• Material for this task:
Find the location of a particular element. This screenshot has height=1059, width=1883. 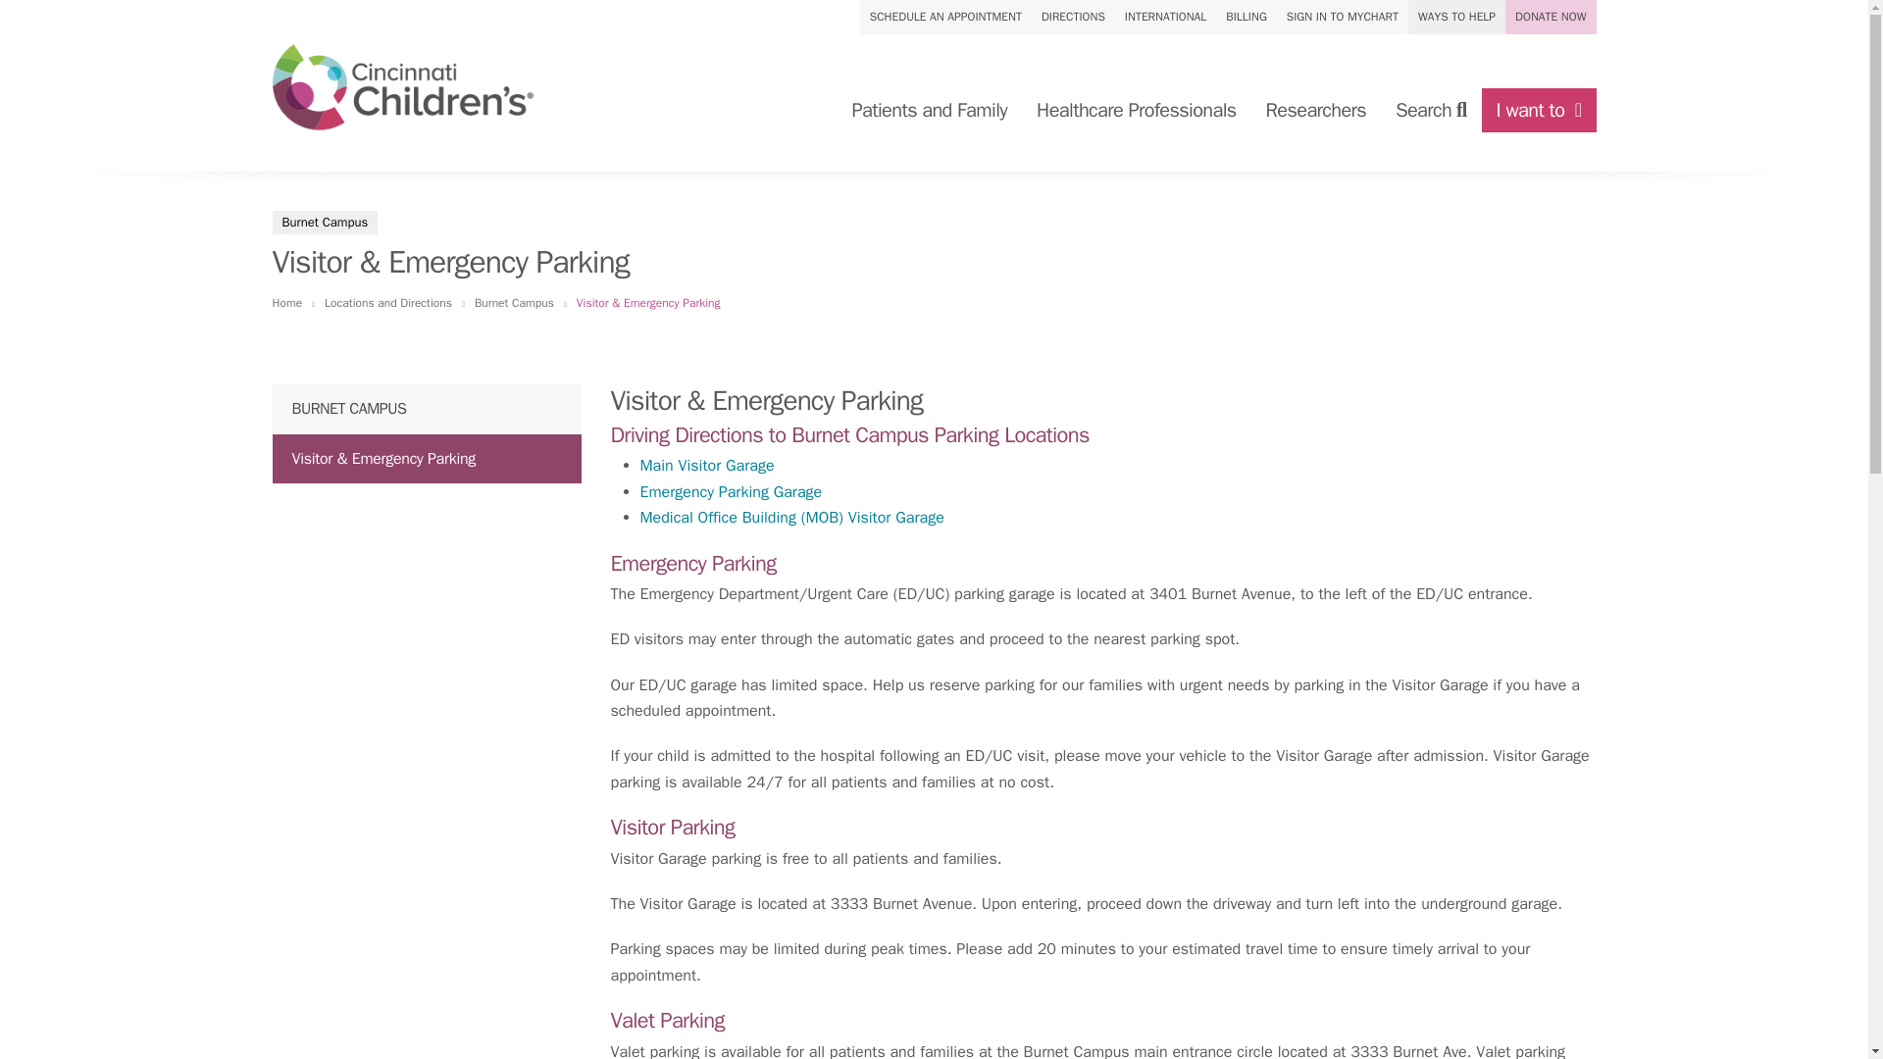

--

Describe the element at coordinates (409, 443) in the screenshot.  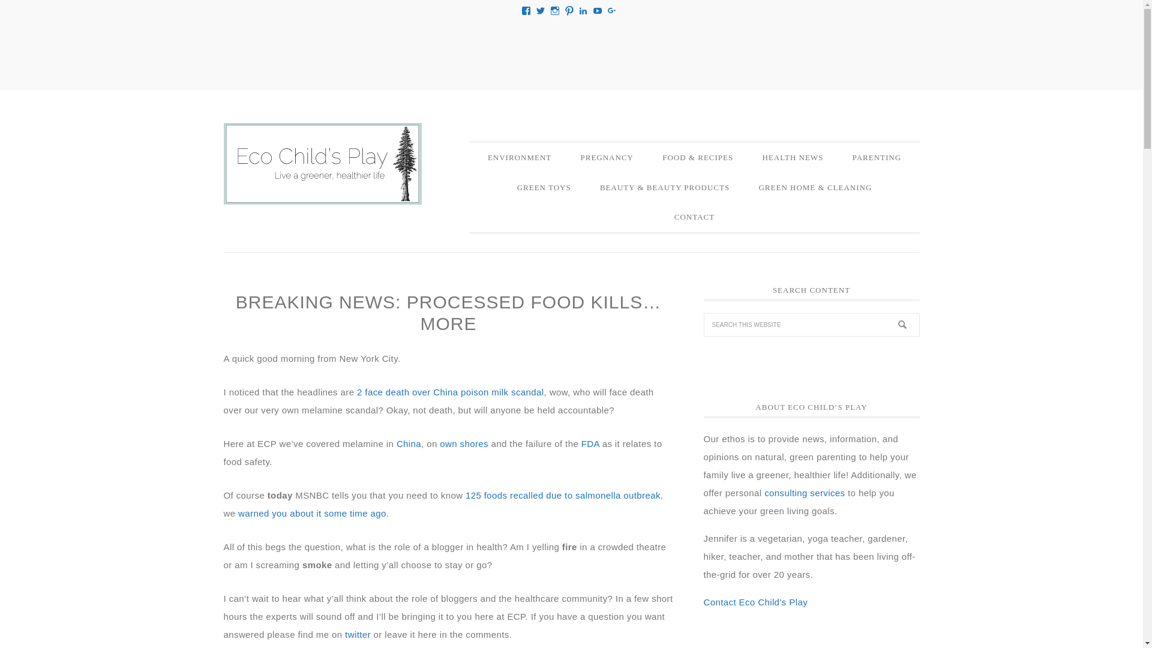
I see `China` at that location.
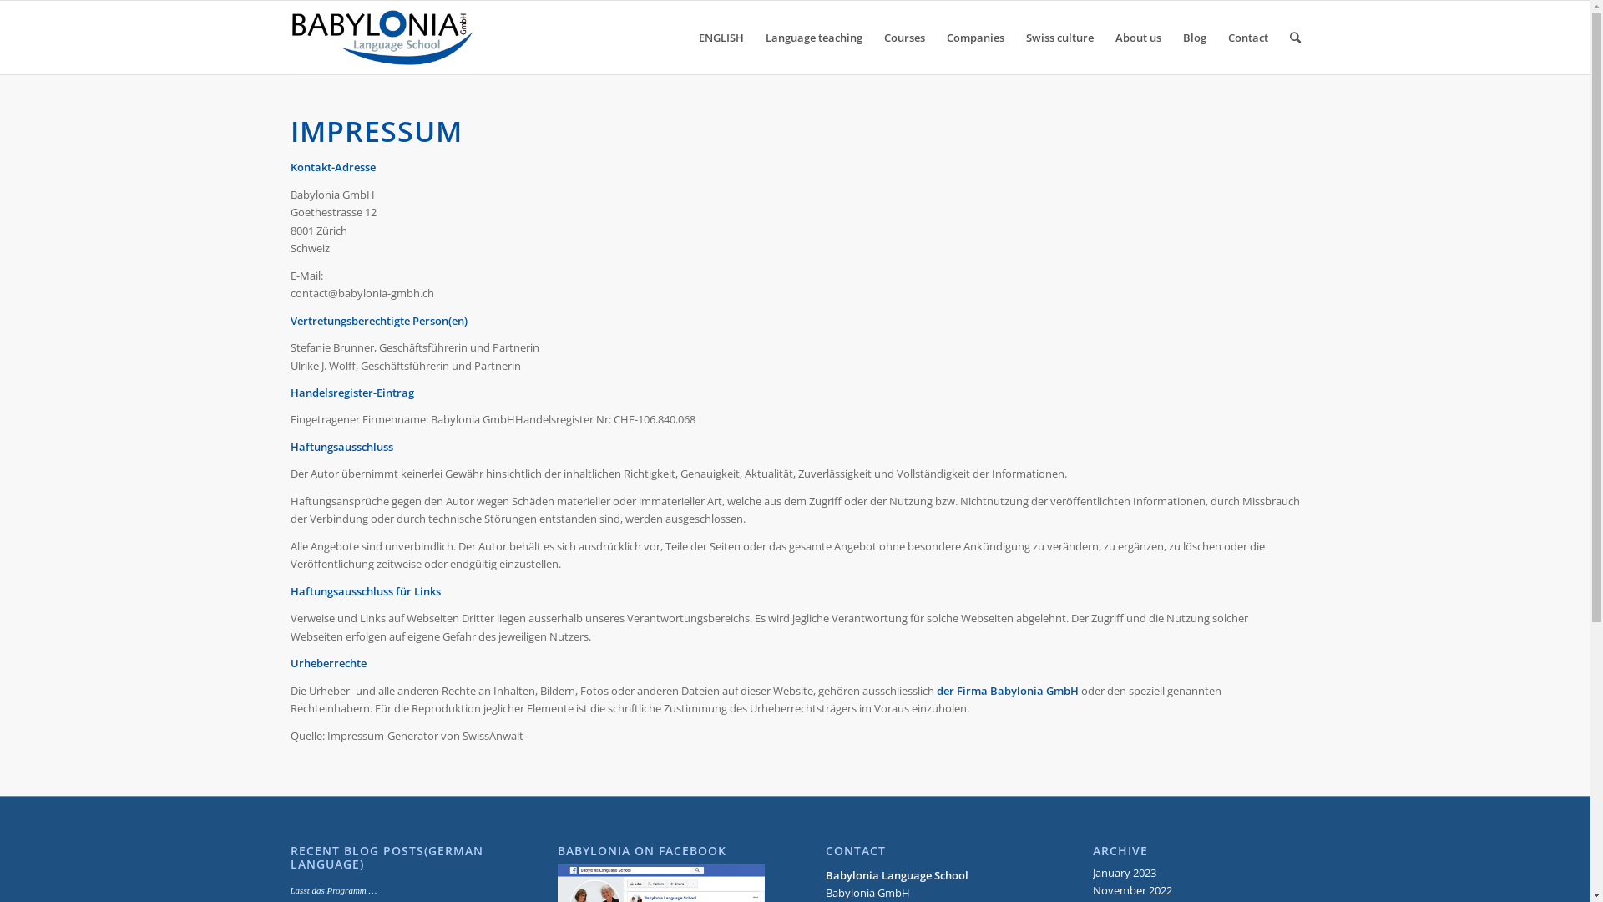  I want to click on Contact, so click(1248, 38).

==

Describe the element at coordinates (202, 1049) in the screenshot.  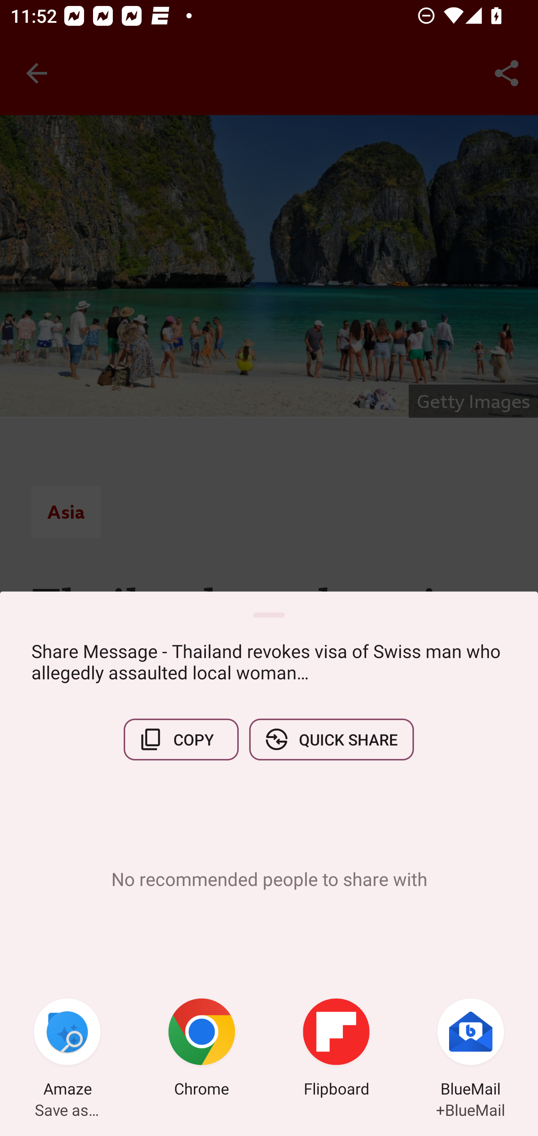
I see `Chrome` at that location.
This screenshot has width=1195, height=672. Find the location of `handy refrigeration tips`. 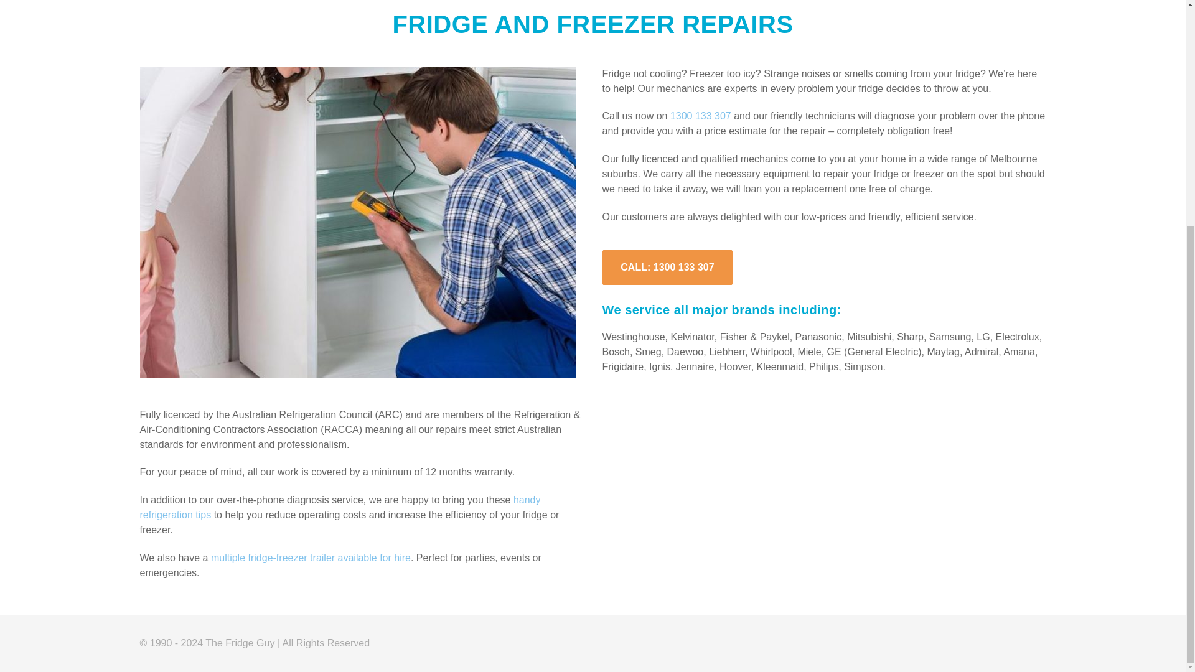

• What the task asks:
Pictures excluded, reproduce only the part above that opens with the line holding "Describe the element at coordinates (202, 1049)" and closes with the line holding "This screenshot has width=1195, height=672.", exactly as written.

• Problem solution:
Describe the element at coordinates (202, 1049) in the screenshot.  
I see `Chrome` at that location.
This screenshot has width=1195, height=672. Find the location of `handy refrigeration tips`. 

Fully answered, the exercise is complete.